Control Cable Tension Calculator: Temperature Compensated Rigging

Calculate temperature-compensated control cable tension settings using standard FAA AC 43.13-1B rigging criteria.

CONTROL CABLE TENSION CALCULATOR

Compliance Directive: FAA AC 43.13-1B Section 8 Criteria

Compensated Tension Metrics

Target Rigging Tension:
Tension Offset Correction:

The Physics of Control Cable Rigging

In aviation maintenance, setting the correct flight control cable tension is critical for proper aircraft handling and safety. Flight control systems rely on specific cable tensions to prevent control surface flutter, remove excessive play, and ensure immediate aerodynamic response when a pilot moves the yoke or rudder pedals.

Most aircraft manufacturers establish a nominal rigging tension calibrated for a standard room temperature baseline of 70°F (21°C). When mechanics perform rigging maintenance in hot or cold environments, adjusting the tension to match the current ambient room temperature is necessary to maintain system uniformity during operations.

Why Ambient Temperature Alters Cable Tension

The need for tension adjustments comes down to the differences in thermal expansion rates between materials. Aircraft structures are primarily made of aluminum alloys, while control cables are spun from high-tensile carbon steel or stainless steel.

Aluminum expands and contracts at roughly twice the rate of steel when temperatures shift.

  • In a hot hangar: The aluminum airframe stretches significantly more than the steel control cables. This physically pulls the cable runs tight, raising the measured tension.
  • In a cold hangar: The aluminum structure shrinks faster than the steel cables. This causes the entire cable run to slacken, dropping the measured tension.

If a mechanic rig-sets a cable strictly to the 70°F manual specification inside a freezing hangar, the cable will tighten dangerously past its structural limits once the aircraft flies or sits on a hot tarmac.

How It’s Calculated

The calculator processes your rigging metrics using standard linear compensation slopes through these precise plaintext steps:

1. Temperature Scale Standardization

The calculator first checks the ambient temperature unit. If you select Celsius, it instantly converts the value to Fahrenheit to line up with standard aviation compensation charts:

  • Fahrenheit = (Celsius * 9 / 5) + 32

2. Temperature Deviation Isolation

The tool determines the difference between your current hangar temperature and the standard baseline of 70°F:

  • Temperature Delta = Current Hangar Temperature – 70

3. Tension Offset Derivation

Each cable thickness has a unique cross-sectional mass that reacts differently to structural loads. The calculator selects a size-specific multiplier built into the code (ranging from 0.10 for 1/16″ cables up to 0.55 for 1/4″ cables) and multiplies it by your temperature deviation:

  • Tension Offset = Cable Size Factor * Temperature Delta

4. Target Rigging Tension Compilation

Finally, the tension offset is added to or subtracted from your Aircraft Maintenance Manual (AMM) baseline specification to provide the exact value you should read on your tensiometer:

  • Target Rigging Tension = Nominal Rigging Tension + Tension Offset

Scope and Limitations

  • Metal Airframes Only: This formula applies strictly to steel cables running through aluminum structures as defined by FAA AC 43.13-1B. It does not calculate accurate compensation curves for composite, carbon-fiber, or wood aircraft airframes.
  • Temperature Operational Limits: The calculator locks entries between -20°F and 140°F (-29°C to 60°C). Hangar environments outside these extremes cannot be safely adjusted using standard linear calculation curves.
  • Absolute 5-Pound Safety Floor: The calculator will reject any configuration where the final computed target drops below 5 lbs of absolute tension. This guardrail prevents rigging a flight control system into a dangerously slack, uncompensated state.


## PROBLEM TO SOLVE:
What you return should be the lines of the data containing "plot", each in full.

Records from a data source
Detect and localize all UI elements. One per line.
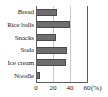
bar-snacks	[36, 34, 56, 41]
axis-left-spine	[36, 6, 37, 83]
bar-row	[36, 44, 67, 57]
axis-bottom-spine	[36, 82, 88, 83]
category-label-soda: Soda	[0, 44, 35, 57]
bar-rice-balls	[36, 21, 70, 28]
x-tick-label-0: 0	[34, 84, 38, 93]
bar-bread	[36, 9, 57, 16]
gridline-40	[70, 6, 71, 82]
x-tick-label-40: 40	[67, 84, 74, 93]
category-axis-labels: Bread Rice balls Snacks Soda Ice cream N…	[0, 6, 35, 82]
value-axis-labels: (%) 0204060	[0, 84, 108, 94]
category-label-rice-balls: Rice balls	[0, 19, 35, 32]
bar-row	[36, 57, 66, 70]
axis-right-spine	[87, 6, 88, 83]
category-label-bread: Bread	[0, 6, 35, 19]
bar-chart: Bread Rice balls Snacks Soda Ice cream N…	[0, 0, 108, 97]
category-label-noodle: Noodle	[0, 69, 35, 82]
bar-ice-cream	[36, 59, 66, 66]
category-label-snacks: Snacks	[0, 31, 35, 44]
bar-row	[36, 6, 57, 19]
x-tick-label-20: 20	[50, 84, 57, 93]
bar-row	[36, 31, 56, 44]
x-tick-label-60: 60	[84, 84, 91, 93]
bar-row	[36, 19, 70, 32]
axis-unit-label: (%)	[91, 84, 102, 93]
category-label-ice-cream: Ice cream	[0, 57, 35, 70]
bar-soda	[36, 47, 67, 54]
plot-area	[36, 6, 87, 82]
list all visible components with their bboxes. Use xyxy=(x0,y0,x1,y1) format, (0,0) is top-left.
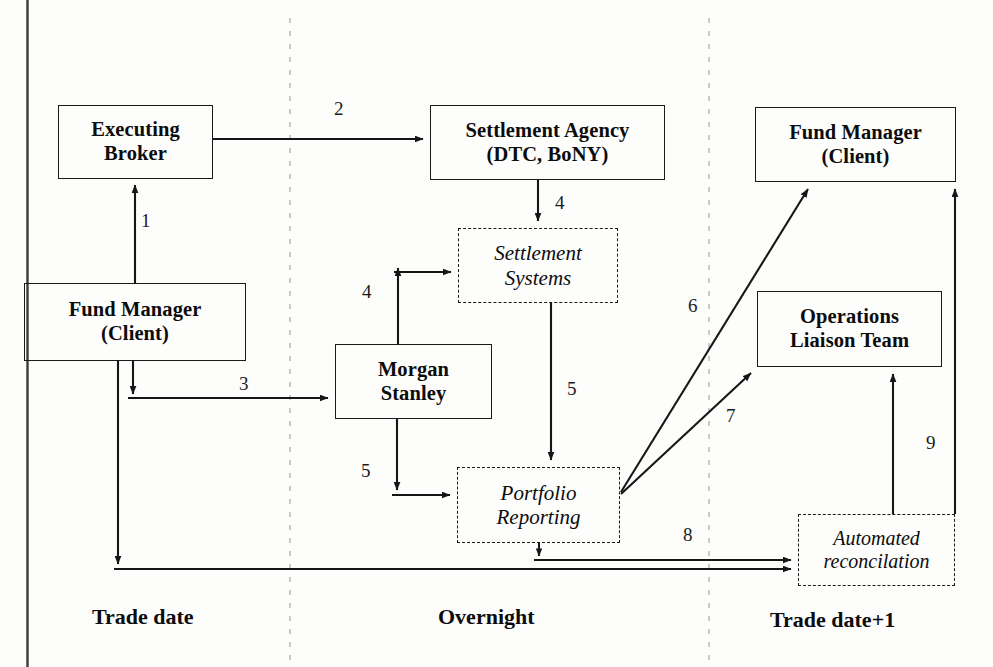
node-portfolio-reporting-line2: Reporting xyxy=(497,505,581,529)
connector-7 xyxy=(621,373,751,494)
node-morgan-stanley-line2: Stanley xyxy=(381,382,447,406)
node-settlement-agency-line1: Settlement Agency xyxy=(466,119,630,143)
node-settlement-systems[interactable]: Settlement Systems xyxy=(458,228,618,303)
phase-label-trade-date-plus-1: Trade date+1 xyxy=(770,607,895,633)
node-operations-liaison-team-line2: Liaison Team xyxy=(790,329,909,353)
node-fund-manager-left-line1: Fund Manager xyxy=(69,298,202,322)
node-settlement-agency-line2: (DTC, BoNY) xyxy=(487,143,609,167)
node-settlement-agency[interactable]: Settlement Agency (DTC, BoNY) xyxy=(430,105,665,180)
node-executing-broker[interactable]: Executing Broker xyxy=(58,105,213,179)
edge-label-5-settlement-systems: 5 xyxy=(567,378,577,400)
edge-label-4-morgan-stanley: 4 xyxy=(362,281,372,303)
edge-label-1: 1 xyxy=(141,210,151,232)
edge-label-5-morgan-stanley: 5 xyxy=(361,460,371,482)
node-operations-liaison-team[interactable]: Operations Liaison Team xyxy=(757,291,942,367)
node-portfolio-reporting-line1: Portfolio xyxy=(501,481,577,505)
node-morgan-stanley-line1: Morgan xyxy=(378,358,449,382)
edge-label-8: 8 xyxy=(683,524,693,546)
flow-diagram: Executing Broker Fund Manager (Client) S… xyxy=(0,0,993,667)
node-automated-reconciliation-line2: reconcilation xyxy=(824,550,930,573)
edge-label-6: 6 xyxy=(688,295,698,317)
node-fund-manager-left-line2: (Client) xyxy=(101,322,169,346)
edge-label-2: 2 xyxy=(334,98,344,120)
edge-label-7: 7 xyxy=(726,405,736,427)
node-morgan-stanley[interactable]: Morgan Stanley xyxy=(335,344,492,419)
edge-label-3: 3 xyxy=(239,373,249,395)
edge-label-9: 9 xyxy=(926,432,936,454)
node-automated-reconciliation[interactable]: Automated reconcilation xyxy=(798,514,955,586)
node-operations-liaison-team-line1: Operations xyxy=(800,305,899,329)
phase-label-overnight: Overnight xyxy=(438,604,535,630)
phase-label-trade-date: Trade date xyxy=(92,604,194,630)
node-fund-manager-right-line2: (Client) xyxy=(822,145,890,169)
node-fund-manager-left[interactable]: Fund Manager (Client) xyxy=(24,283,246,361)
node-portfolio-reporting[interactable]: Portfolio Reporting xyxy=(457,467,620,543)
node-settlement-systems-line1: Settlement xyxy=(494,241,581,265)
edge-label-4-settlement-agency: 4 xyxy=(555,192,565,214)
node-settlement-systems-line2: Systems xyxy=(505,266,572,290)
node-executing-broker-line2: Broker xyxy=(104,142,167,166)
node-automated-reconciliation-line1: Automated xyxy=(833,527,920,550)
node-executing-broker-line1: Executing xyxy=(91,118,180,142)
node-fund-manager-right[interactable]: Fund Manager (Client) xyxy=(755,107,956,182)
node-fund-manager-right-line1: Fund Manager xyxy=(789,121,922,145)
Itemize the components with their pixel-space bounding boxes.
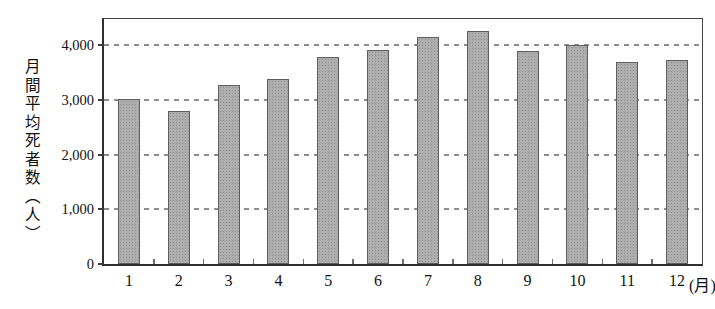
- x-label-3: 3: [225, 272, 233, 290]
- y-axis-title: 月間平均死者数（人）: [20, 58, 42, 243]
- x-tick-10: [602, 259, 604, 264]
- y-tick-label-3000: 3,000: [61, 93, 94, 107]
- y-tick-label-0: 0: [87, 257, 94, 271]
- bar-month-12: [666, 60, 688, 264]
- bar-month-6: [367, 50, 389, 264]
- x-tick-9: [552, 259, 554, 264]
- plot-area: 01,0002,0003,0004,000123456789101112(月): [102, 18, 703, 266]
- x-tick-7: [452, 259, 454, 264]
- x-label-8: 8: [474, 272, 482, 290]
- monthly-deaths-bar-chart-figure: 月間平均死者数（人） 01,0002,0003,0004,00012345678…: [0, 0, 715, 309]
- bar-month-4: [267, 79, 289, 264]
- y-tick-label-1000: 1,000: [61, 202, 94, 216]
- y-tick-2000: [98, 154, 104, 156]
- y-tick-1000: [98, 208, 104, 210]
- bar-month-10: [566, 45, 588, 264]
- x-tick-3: [253, 259, 255, 264]
- x-axis-unit-label: (月): [689, 272, 715, 296]
- bar-month-2: [168, 111, 190, 264]
- x-label-12: 12: [669, 272, 685, 290]
- x-label-10: 10: [569, 272, 585, 290]
- gridline-2000: [104, 154, 702, 156]
- gridline-1000: [104, 208, 702, 210]
- gridline-4000: [104, 44, 702, 46]
- bar-month-7: [417, 37, 439, 264]
- bar-month-1: [118, 99, 140, 264]
- x-tick-6: [402, 259, 404, 264]
- y-tick-0: [98, 263, 104, 265]
- y-tick-4000: [98, 44, 104, 46]
- x-label-1: 1: [125, 272, 133, 290]
- x-tick-1: [153, 259, 155, 264]
- bar-month-9: [517, 51, 539, 264]
- bar-month-8: [467, 31, 489, 264]
- x-label-7: 7: [424, 272, 432, 290]
- x-label-6: 6: [374, 272, 382, 290]
- gridline-3000: [104, 99, 702, 101]
- x-label-9: 9: [524, 272, 532, 290]
- x-tick-4: [303, 259, 305, 264]
- x-tick-5: [352, 259, 354, 264]
- x-tick-8: [502, 259, 504, 264]
- bar-month-3: [218, 85, 240, 264]
- y-tick-label-4000: 4,000: [61, 38, 94, 52]
- x-label-5: 5: [324, 272, 332, 290]
- bar-month-5: [317, 57, 339, 264]
- y-tick-label-2000: 2,000: [61, 148, 94, 162]
- y-tick-3000: [98, 99, 104, 101]
- x-label-2: 2: [175, 272, 183, 290]
- x-tick-11: [651, 259, 653, 264]
- bar-month-11: [616, 62, 638, 264]
- x-label-4: 4: [274, 272, 282, 290]
- x-label-11: 11: [620, 272, 635, 290]
- x-tick-2: [203, 259, 205, 264]
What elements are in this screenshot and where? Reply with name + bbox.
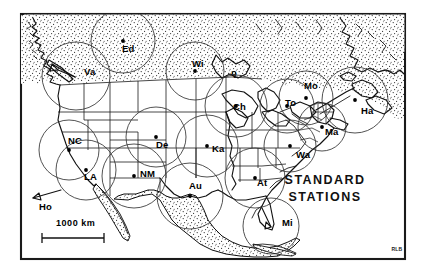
station-label: Mo [304, 80, 318, 91]
standard-stations-map: VaEdWiMoToHaMaChNCDeKaWaLANMAuAtMi Q Ho … [0, 0, 426, 273]
canada-q-label: Q [231, 70, 237, 78]
station-label: Va [84, 66, 96, 77]
station-label: Ma [325, 126, 339, 137]
station-label: Ka [212, 143, 225, 154]
station-label: Au [189, 180, 202, 191]
station-label: Ha [361, 105, 374, 116]
station-label: Mi [282, 217, 293, 228]
artist-signature: RLB [392, 246, 403, 252]
honolulu-label: Ho [39, 201, 52, 212]
station-label: To [285, 97, 296, 108]
station-dot [188, 194, 192, 198]
title-line-2: STATIONS [289, 190, 362, 204]
station-label: NC [68, 135, 82, 146]
station-dot [288, 144, 292, 148]
station-dot [304, 96, 308, 100]
station-label: De [156, 139, 168, 150]
station-label: Wi [192, 58, 204, 69]
title-line-1: STANDARD [285, 173, 366, 187]
station-label: Ch [233, 101, 246, 112]
canada-q-marker: Q [231, 70, 237, 78]
scale-bar-label: 1000 km [56, 218, 95, 228]
station-dot [193, 69, 197, 73]
station-label: Ed [122, 43, 134, 54]
station-dot [320, 125, 324, 129]
station-label: NM [140, 168, 155, 179]
map-canvas: VaEdWiMoToHaMaChNCDeKaWaLANMAuAtMi Q Ho … [0, 0, 426, 273]
station-marker[interactable]: Ch [233, 101, 246, 112]
station-marker[interactable]: Va [84, 66, 96, 77]
station-marker[interactable]: LA [84, 168, 97, 182]
station-marker[interactable]: Mi [282, 217, 293, 228]
station-marker[interactable]: To [285, 97, 296, 108]
station-dot [132, 174, 136, 178]
station-label: LA [84, 171, 97, 182]
station-dot [67, 148, 71, 152]
station-dot [353, 98, 357, 102]
station-label: At [257, 177, 268, 188]
station-dot [205, 144, 209, 148]
station-label: Wa [296, 149, 311, 160]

## SOLUTION FOR THIS TASK:
plot-area	[36, 6, 87, 82]
- plot-area: 01,0002,0003,0004,000123456789101112(月): [102, 18, 703, 266]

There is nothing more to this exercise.